Section 8.1 Dissolution. The LLC shall be dissolved, its assets disposed of, and its affairs wound up, on the first to occur of the following: (i) the approval of a Super Majority-in-Interest of the Members to dissolve the LLC; (ii) the sale or other disposition of all
all of the LLC’s assets and distribution to the Members of the net proceeds thereof; or (iii) upon the happening of any other event of dissolution specified in the Certificate of Formation or this Agreement.

The parties agreed that Section 8.1 of the Operating Agreement did not expressly provide a right to judicial dissolution.  However, plaintiff argued that neither Section 8.1, nor Section 2.2 constituted a knowing, voluntary and unambiguous waiver of a statutory right to judicial dissolution as required under prior case law.

The Court’s Analysis

In reviewing the defendant’s motion to dismiss, the Court began with the proposition that the Act provides default provisions applicable to Delaware LLCs only where the parties have not opted out of the Act’s default rules or the default provisions of the Act are mandatory.  The Court found that by virtue of Section 2.2, the parties expressly disclaimed the application of all of the Act’s default rules except to the extent the LLC Agreement otherwise provided or as required by applicable law.  In so finding, the Court rejected plaintiff’s argument that Section 2.2 only disclaimed statutory economic rights.  The Court held instead that Section 2.2—“Other Member Rights”—served as a “catch-all,” disclaimer of miscellaneous statutory rights associated with membership in an LLC, including the right of a member to petition for a judicial dissolution in the event of deadlock. 

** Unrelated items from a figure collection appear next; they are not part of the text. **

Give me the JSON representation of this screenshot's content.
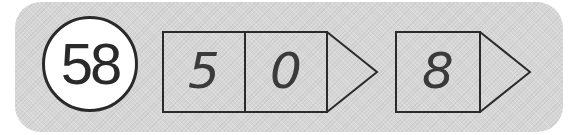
{
  "problem": {
    "number": "58"
  },
  "groups": [
    {
      "cells": [
        "5",
        "0"
      ]
    },
    {
      "cells": [
        "8"
      ]
    }
  ],
  "colors": {
    "panel": "#d6d6d6",
    "stroke": "#2a2a2a",
    "badge_fill": "#ffffff"
  }
}
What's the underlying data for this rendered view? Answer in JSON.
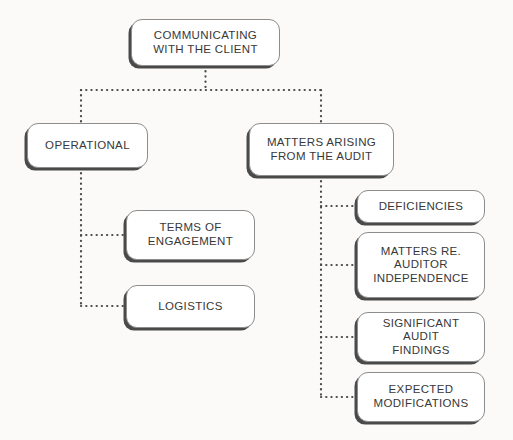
{
  "diagram": {
    "title": "Communicating With The Client",
    "type": "hierarchy-tree",
    "colors": {
      "background": "#fbfaf8",
      "node_fill": "#ffffff",
      "node_border": "#8d8d8d",
      "node_shadow": "#4a4a4a",
      "text": "#383838",
      "connector": "#4a4a4a"
    },
    "connector_style": "dotted"
  },
  "nodes": {
    "root": {
      "id": "communicating-with-the-client",
      "label": "COMMUNICATING\nWITH THE CLIENT",
      "x": 131,
      "y": 19,
      "width": 149,
      "height": 47,
      "level": 0
    },
    "operational": {
      "id": "operational",
      "label": "OPERATIONAL",
      "x": 27,
      "y": 123,
      "width": 121,
      "height": 45,
      "level": 1
    },
    "matters_arising": {
      "id": "matters-arising-from-the-audit",
      "label": "MATTERS ARISING\nFROM THE AUDIT",
      "x": 249,
      "y": 123,
      "width": 145,
      "height": 53,
      "level": 1
    },
    "terms_of_engagement": {
      "id": "terms-of-engagement",
      "label": "TERMS OF\nENGAGEMENT",
      "x": 126,
      "y": 210,
      "width": 129,
      "height": 50,
      "level": 2
    },
    "logistics": {
      "id": "logistics",
      "label": "LOGISTICS",
      "x": 126,
      "y": 285,
      "width": 129,
      "height": 43,
      "level": 2
    },
    "deficiencies": {
      "id": "deficiencies",
      "label": "DEFICIENCIES",
      "x": 357,
      "y": 190,
      "width": 128,
      "height": 33,
      "level": 2
    },
    "matters_re_auditor_independence": {
      "id": "matters-re-auditor-independence",
      "label": "MATTERS RE.\nAUDITOR\nINDEPENDENCE",
      "x": 357,
      "y": 232,
      "width": 128,
      "height": 66,
      "level": 2
    },
    "significant_audit_findings": {
      "id": "significant-audit-findings",
      "label": "SIGNIFICANT AUDIT\nFINDINGS",
      "x": 357,
      "y": 312,
      "width": 128,
      "height": 50,
      "level": 2
    },
    "expected_modifications": {
      "id": "expected-modifications",
      "label": "EXPECTED\nMODIFICATIONS",
      "x": 357,
      "y": 372,
      "width": 128,
      "height": 50,
      "level": 2
    }
  },
  "edges": [
    {
      "from": "communicating-with-the-client",
      "to": "operational"
    },
    {
      "from": "communicating-with-the-client",
      "to": "matters-arising-from-the-audit"
    },
    {
      "from": "operational",
      "to": "terms-of-engagement"
    },
    {
      "from": "operational",
      "to": "logistics"
    },
    {
      "from": "matters-arising-from-the-audit",
      "to": "deficiencies"
    },
    {
      "from": "matters-arising-from-the-audit",
      "to": "matters-re-auditor-independence"
    },
    {
      "from": "matters-arising-from-the-audit",
      "to": "significant-audit-findings"
    },
    {
      "from": "matters-arising-from-the-audit",
      "to": "expected-modifications"
    }
  ]
}
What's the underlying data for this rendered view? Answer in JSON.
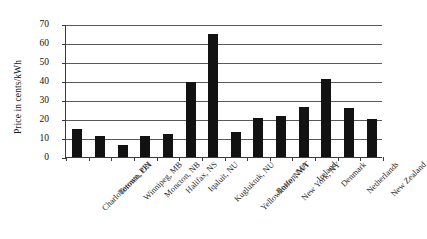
{
  "chart_data": {
    "type": "bar",
    "title": "",
    "xlabel": "",
    "ylabel": "Price in cents/kWh",
    "ylim": [
      0,
      70
    ],
    "ytick_step": 10,
    "yticks": [
      "70",
      "60",
      "50",
      "40",
      "30",
      "20",
      "10",
      "0"
    ],
    "grid": true,
    "legend": "none",
    "bar_color": "#121212",
    "categories": [
      "Charlottetown, PEI",
      "Toronto, ON",
      "Winnipeg, MB",
      "Moncton, NB",
      "Halifax, NS",
      "Iqaluit, NU",
      "Kugluktuk, NU",
      "Yellowknife, NWT",
      "Boston, MA",
      "New York, NY",
      "Ireland",
      "Denmark",
      "Netherlands",
      "New Zealand"
    ],
    "values": [
      14.5,
      11,
      6.5,
      11.3,
      12,
      39.5,
      65,
      13,
      20.5,
      21.5,
      26.5,
      41,
      26,
      20
    ]
  }
}
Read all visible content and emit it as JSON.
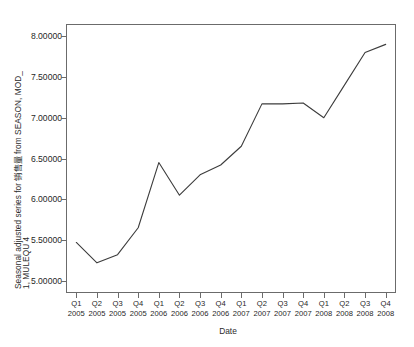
{
  "chart_data": {
    "type": "line",
    "title": "",
    "subtitle": "",
    "xlabel": "Date",
    "ylabel_line1": "Seasonal adjusted series for 销售量 from SEASON, MOD_",
    "ylabel_line2": "1, MULEQU 4",
    "categories": [
      "Q1 2005",
      "Q2 2005",
      "Q3 2005",
      "Q4 2005",
      "Q1 2006",
      "Q2 2006",
      "Q3 2006",
      "Q4 2006",
      "Q1 2007",
      "Q2 2007",
      "Q3 2007",
      "Q4 2007",
      "Q1 2008",
      "Q2 2008",
      "Q3 2008",
      "Q4 2008"
    ],
    "x_quarters": [
      "Q1",
      "Q2",
      "Q3",
      "Q4",
      "Q1",
      "Q2",
      "Q3",
      "Q4",
      "Q1",
      "Q2",
      "Q3",
      "Q4",
      "Q1",
      "Q2",
      "Q3",
      "Q4"
    ],
    "x_years": [
      "2005",
      "2005",
      "2005",
      "2005",
      "2006",
      "2006",
      "2006",
      "2006",
      "2007",
      "2007",
      "2007",
      "2007",
      "2008",
      "2008",
      "2008",
      "2008"
    ],
    "values": [
      5.47,
      5.22,
      5.32,
      5.65,
      6.45,
      6.05,
      6.3,
      6.42,
      6.65,
      7.17,
      7.17,
      7.18,
      7.0,
      7.4,
      7.8,
      7.9
    ],
    "ylim": [
      4.85,
      8.15
    ],
    "yticks": [
      5.0,
      5.5,
      6.0,
      6.5,
      7.0,
      7.5,
      8.0
    ],
    "ytick_labels": [
      "5.00000",
      "5.50000",
      "6.00000",
      "6.50000",
      "7.00000",
      "7.50000",
      "8.00000"
    ],
    "grid": false,
    "legend": "none",
    "series": [
      {
        "name": "Seasonal adjusted series",
        "color": "#3c3c3c",
        "values": [
          5.47,
          5.22,
          5.32,
          5.65,
          6.45,
          6.05,
          6.3,
          6.42,
          6.65,
          7.17,
          7.17,
          7.18,
          7.0,
          7.4,
          7.8,
          7.9
        ]
      }
    ]
  }
}
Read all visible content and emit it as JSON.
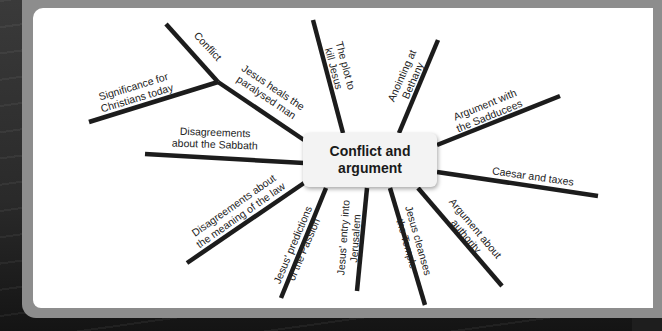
{
  "mind_map": {
    "center": {
      "title": "Conflict and argument"
    },
    "branches": [
      {
        "id": "conflict",
        "label": "Conflict"
      },
      {
        "id": "jesus-heals",
        "label": "Jesus heals the paralysed man"
      },
      {
        "id": "significance",
        "label": "Significance for Christians today"
      },
      {
        "id": "sabbath",
        "label": "Disagreements about the Sabbath"
      },
      {
        "id": "law",
        "label": "Disagreements about the meaning of the law"
      },
      {
        "id": "predictions",
        "label": "Jesus' predictions of the Passion"
      },
      {
        "id": "entry",
        "label": "Jesus' entry into Jerusalem"
      },
      {
        "id": "cleanses",
        "label": "Jesus cleanses the Temple"
      },
      {
        "id": "authority",
        "label": "Argument about authority"
      },
      {
        "id": "caesar",
        "label": "Caesar and taxes"
      },
      {
        "id": "sadducees",
        "label": "Argument with the Sadducees"
      },
      {
        "id": "anointing",
        "label": "Anointing at Bethany"
      },
      {
        "id": "plot",
        "label": "The plot to kill Jesus"
      }
    ],
    "labels_display": {
      "conflict": [
        "Conflict"
      ],
      "jesus-heals": [
        "Jesus heals the",
        "paralysed man"
      ],
      "significance": [
        "Significance for",
        "Christians today"
      ],
      "sabbath": [
        "Disagreements",
        "about the Sabbath"
      ],
      "law": [
        "Disagreements about",
        "the meaning of the law"
      ],
      "predictions": [
        "Jesus' predictions",
        "of the Passion"
      ],
      "entry": [
        "Jesus' entry into",
        "Jerusalem"
      ],
      "cleanses": [
        "Jesus cleanses",
        "the Temple"
      ],
      "authority": [
        "Argument about",
        "authority"
      ],
      "caesar": [
        "Caesar and taxes"
      ],
      "sadducees": [
        "Argument with",
        "the Sadducees"
      ],
      "anointing": [
        "Anointing at",
        "Bethany"
      ],
      "plot": [
        "The plot to",
        "kill Jesus"
      ]
    }
  },
  "colors": {
    "line": "#1c1c1c",
    "card": "#ffffff",
    "center_box": "#f3f3f3",
    "frame": "#8d8d8d",
    "background": "#1e1e1e"
  }
}
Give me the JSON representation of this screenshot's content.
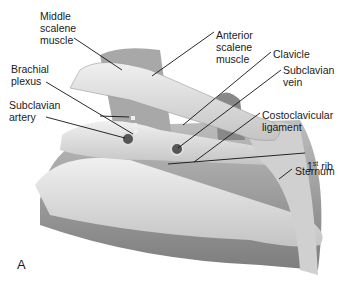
{
  "figure": {
    "panel_letter": "A",
    "labels": [
      {
        "id": "middle-scalene-muscle",
        "text": "Middle\nscalene\nmuscle",
        "x": 40,
        "y": 10
      },
      {
        "id": "anterior-scalene-muscle",
        "text": "Anterior\nscalene\nmuscle",
        "x": 216,
        "y": 29
      },
      {
        "id": "clavicle",
        "text": "Clavicle",
        "x": 273,
        "y": 48
      },
      {
        "id": "brachial-plexus",
        "text": "Brachial\nplexus",
        "x": 11,
        "y": 63
      },
      {
        "id": "subclavian-vein",
        "text": "Subclavian\nvein",
        "x": 283,
        "y": 64
      },
      {
        "id": "subclavian-artery",
        "text": "Subclavian\nartery",
        "x": 9,
        "y": 99
      },
      {
        "id": "costoclavicular-ligament",
        "text": "Costoclavicular\nligament",
        "x": 262,
        "y": 109
      },
      {
        "id": "sternum",
        "text": "Sternum",
        "x": 295,
        "y": 165
      }
    ],
    "first_rib": {
      "base": "1",
      "sup": "st",
      "rest": " rib",
      "x": 307,
      "y": 148
    }
  },
  "colors": {
    "tissue": "#9a9a9a",
    "bone": "#e2e2e2",
    "line": "#111111",
    "text": "#1a1a1a"
  }
}
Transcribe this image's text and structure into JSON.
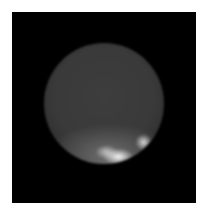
{
  "image": {
    "description": "Grayscale telescope image of a planet disk on black background with bright spots near the lower limb",
    "background_color": "#000000",
    "page_color": "#ffffff",
    "subject": "planet-disk",
    "features": [
      {
        "name": "bright-spot-center",
        "x": 104,
        "y": 152
      },
      {
        "name": "bright-spot-left",
        "x": 92,
        "y": 149
      },
      {
        "name": "bright-spot-right",
        "x": 132,
        "y": 147
      }
    ]
  }
}
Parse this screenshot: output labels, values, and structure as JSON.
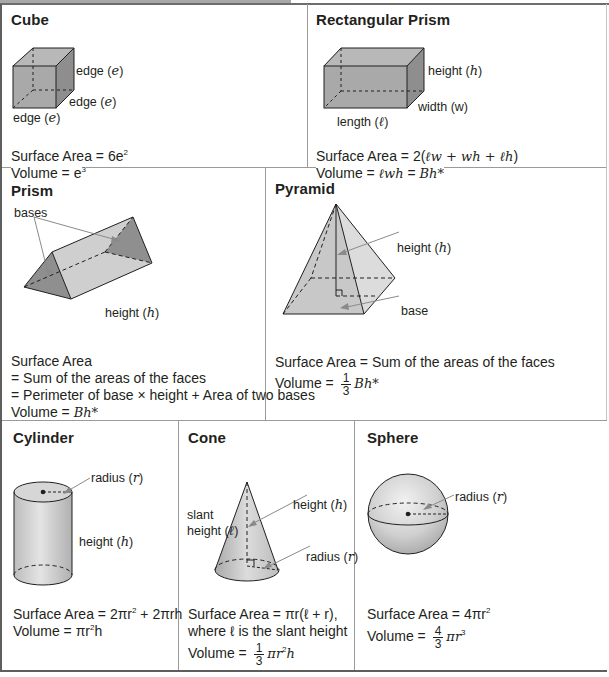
{
  "sheet": {
    "colors": {
      "shape_fill": "#a9a9a9",
      "shape_fill_light": "#d4d4d4",
      "shape_fill_dark": "#8c8c8c",
      "line": "#231f20",
      "arrow": "#8a8a8a",
      "border": "#5e5e5e",
      "divider": "#9a9a9a"
    }
  },
  "cube": {
    "title": "Cube",
    "labels": {
      "edge_right": "edge (",
      "edge_mid": "edge (",
      "edge_bottom": "edge (",
      "var": "e",
      "close": ")"
    },
    "surface_area": {
      "prefix": "Surface Area = 6e",
      "exp": "2"
    },
    "volume": {
      "prefix": "Volume = e",
      "exp": "3"
    }
  },
  "rect_prism": {
    "title": "Rectangular Prism",
    "labels": {
      "height": "height (",
      "height_var": "h",
      "width": "width (w)",
      "length": "length (",
      "length_var": "ℓ",
      "close": ")"
    },
    "surface_area": {
      "prefix": "Surface Area = 2(",
      "expr": "ℓw + wh + ℓh",
      "suffix": ")"
    },
    "volume": {
      "prefix": "Volume = ",
      "expr": "ℓwh",
      "eq": " = ",
      "bh": "Bh*"
    }
  },
  "prism": {
    "title": "Prism",
    "labels": {
      "bases": "bases",
      "height": "height (",
      "height_var": "h",
      "close": ")"
    },
    "surface_area": {
      "line1": "Surface Area",
      "line2": "= Sum of the areas of the faces",
      "line3": "= Perimeter of base × height + Area of two bases"
    },
    "volume": {
      "prefix": "Volume = ",
      "bh": "Bh*"
    }
  },
  "pyramid": {
    "title": "Pyramid",
    "labels": {
      "height": "height (",
      "height_var": "h",
      "base": "base",
      "close": ")"
    },
    "surface_area": {
      "text": "Surface Area = Sum of the areas of the faces"
    },
    "volume": {
      "prefix": "Volume = ",
      "num": "1",
      "den": "3",
      "bh": "Bh*"
    }
  },
  "cylinder": {
    "title": "Cylinder",
    "labels": {
      "radius": "radius (",
      "radius_var": "r",
      "height": "height (",
      "height_var": "h",
      "close": ")"
    },
    "surface_area": {
      "prefix": "Surface Area = 2πr",
      "exp": "2",
      "suffix": " + 2πrh"
    },
    "volume": {
      "prefix": "Volume = πr",
      "exp": "2",
      "suffix": "h"
    }
  },
  "cone": {
    "title": "Cone",
    "labels": {
      "slant1": "slant",
      "slant2": "height (",
      "slant_var": "ℓ",
      "height": "height (",
      "height_var": "h",
      "radius": "radius (",
      "radius_var": "r",
      "close": ")"
    },
    "surface_area": {
      "line1": "Surface Area = πr(ℓ + r),",
      "line2": "where ℓ is the slant height"
    },
    "volume": {
      "prefix": "Volume = ",
      "num": "1",
      "den": "3",
      "expr": "πr",
      "exp": "2",
      "suffix": "h"
    }
  },
  "sphere": {
    "title": "Sphere",
    "labels": {
      "radius": "radius (",
      "radius_var": "r",
      "close": ")"
    },
    "surface_area": {
      "prefix": "Surface Area = 4πr",
      "exp": "2"
    },
    "volume": {
      "prefix": "Volume = ",
      "num": "4",
      "den": "3",
      "expr": "πr",
      "exp": "3"
    }
  }
}
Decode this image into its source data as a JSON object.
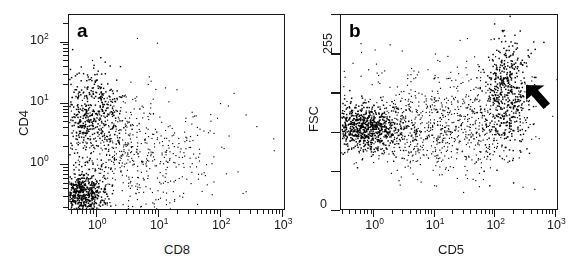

According to the Court, the foregoing interpretation of Section 2.2 of the Operating Agreement comported with R & R Capital, LLC v. Buck & Doe Run Valley Farms, LLC, 2008 WL 3846318 (Del. Ch. Aug. 19, 2008), in which the Delaware Court of Chancery upheld a provision in an LLC agreement purporting to eliminate members’ rights to judicial dissolution except as expressly granted therein.  In R & R Capital, LLC, the Court of Chancery further held that a contractual waiver of the judicial dissolution right set forth in Section § 18-802 of the Act must be “knowing, voluntary and unambiguous.”  However, in Huatuco, the Court downplayed the significance of that finding, calling it “unremarkable” and requiring only a showing of a binding and unambiguous contract which rejects judicial dissolution.  The Court found that defendant easily made this showing by invoking Sections 2.2 and 8.1 of the Operating Agreement.  In the instant case, the Court of Chancery also found that the policy underlying the Act supported its decision:

Permitting waiver of a contractual right to judicial dissolution, or enabling opting out of the statutory right altogether, is consistent with the broad policy of freedom of contract underlying the LLC Act, and comports with the Act’s approach of supplying default provisions around which members may contract if they so choose.

Slip op. at 11-12. 

Further, the Court of Chancery concluded that Delaware law does not prohibit the members of a LLC from voluntarily eliminating by contract a statutory right to petition the Court of Chancery to dissolve in the event of deadlock.  The Court also held that it would not be inequitable to prohibit plaintiff from bringing an action for judicial dissolution because plaintiff had available means of extracting himself from the venture other than judicial dissolution.  Specifically, plaintiff could pursue an action against defendant for breach of the Operating Agreement and, if successful, could exercise a contractual right to purchase defendant’s interest in the company.  In short, because the Operating Agreement did not expressly contain a right to judicial dissolution, Section 2.2 operated as an effective opt-out of the statutory default right to judicial dissolution contained in Section § 18-802 of the Act.